St Albans is gearing up to host its eighth annual food and drink festival, which will embrace the cathedral city's thriving pub culture with a pop-up Village Green at the heart of the city's 9th-century market place.   The Hertfordshire city has a long history in hospitality: It lays claim to having one of the highest number of pubs per square mile in the UK as well as the oldest pub. Ye Olde Fighting Cocks dates back to 793AD and it is reputed that Oliver Cromwell slept at the inn for one night during the Civil War of 1642-1651. Today, the award-winning pub has up to 10 real-ales on tap, fine wines and a menu put together by a chef who worked for a number of years at Michelin-starred restaurant Chapter One.

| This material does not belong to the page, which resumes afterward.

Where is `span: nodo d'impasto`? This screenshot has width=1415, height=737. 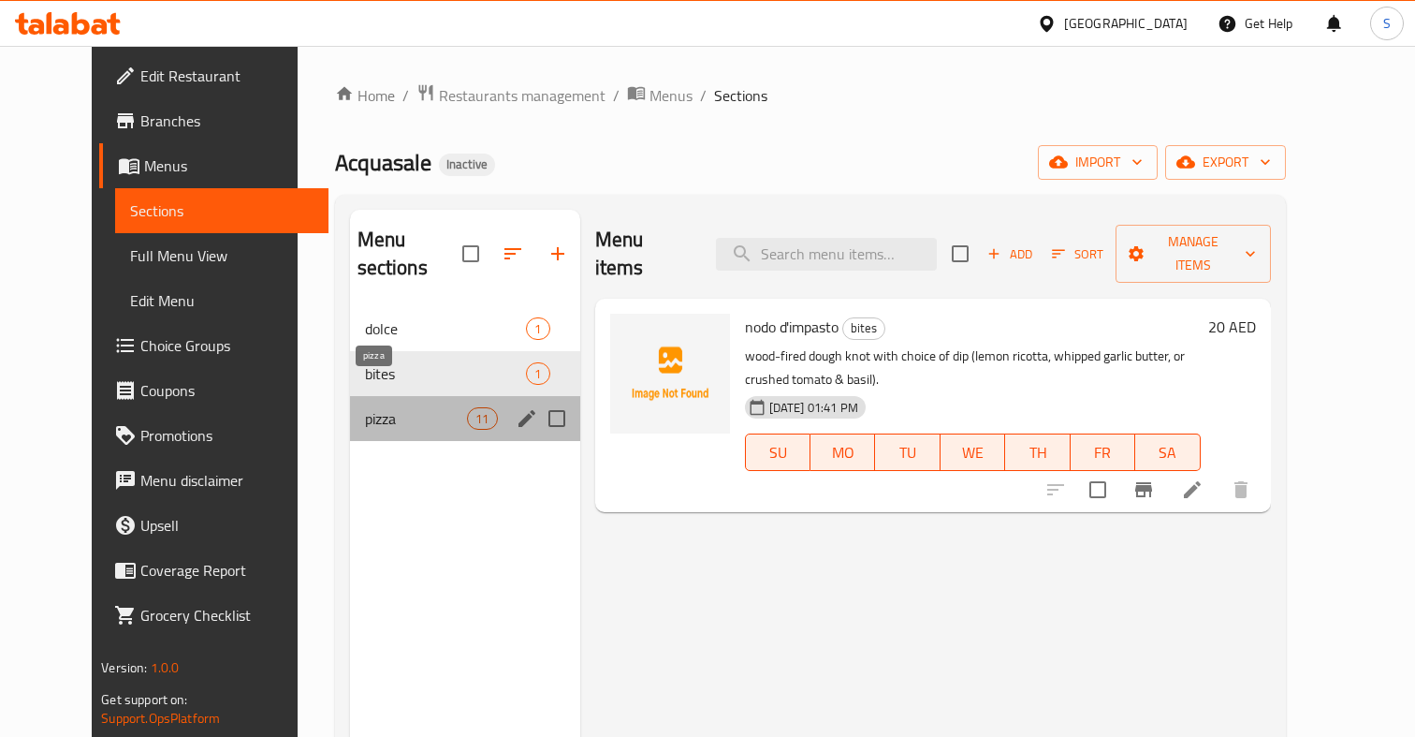 span: nodo d'impasto is located at coordinates (792, 327).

St Albans is also the headquarters of real-ale campaigners CAMRA, and hosted the UK's first-ever beer festival in 1974. The festival has now become an annual event and is a highlight of this year's food and drink festivities. 

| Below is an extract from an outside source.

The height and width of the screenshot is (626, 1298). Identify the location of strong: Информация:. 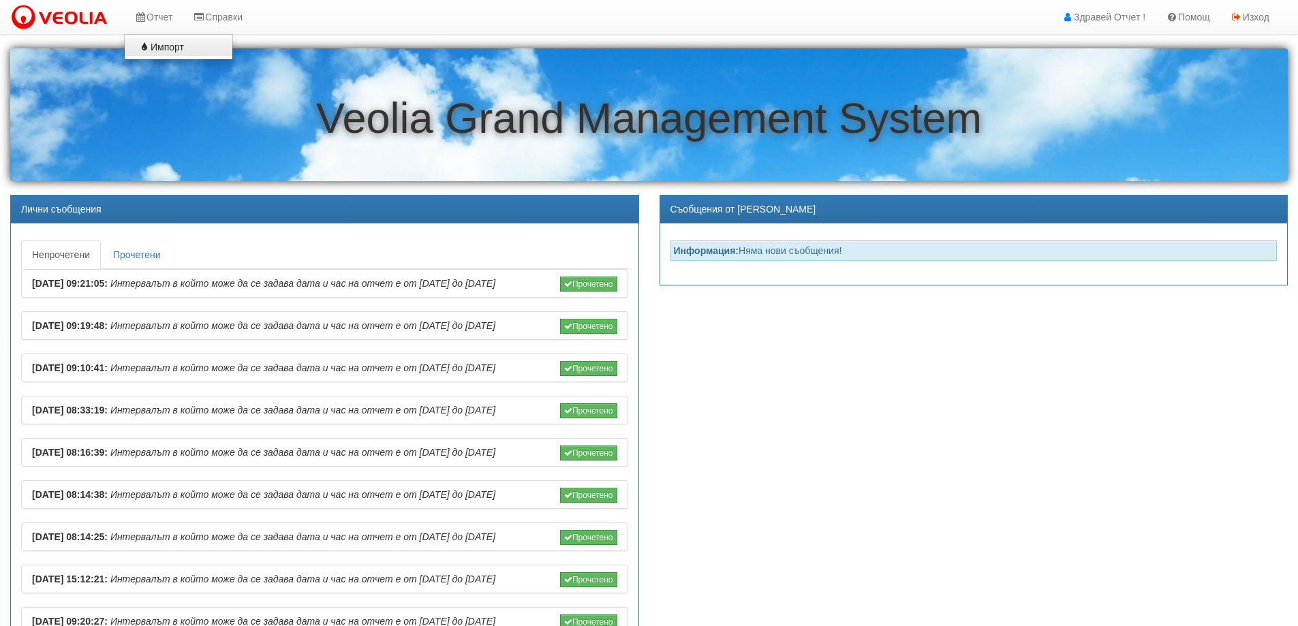
(706, 251).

Redbournbury Mill on the outskirts of the city is dubbed 'Bake Off home' as The Great British Bake-off judge Paul Hollywood visited the mill to film part of his series on Bread. It has been a mill for nearly 1,000 years, and features in the Domesday Book of 1087. *
St Albans has one of the oldest markets in the country. Its charter market is the longest running regular market held in the same place (for over 1,000 years) in the UK, and will be the location for the city's first-ever Village Green.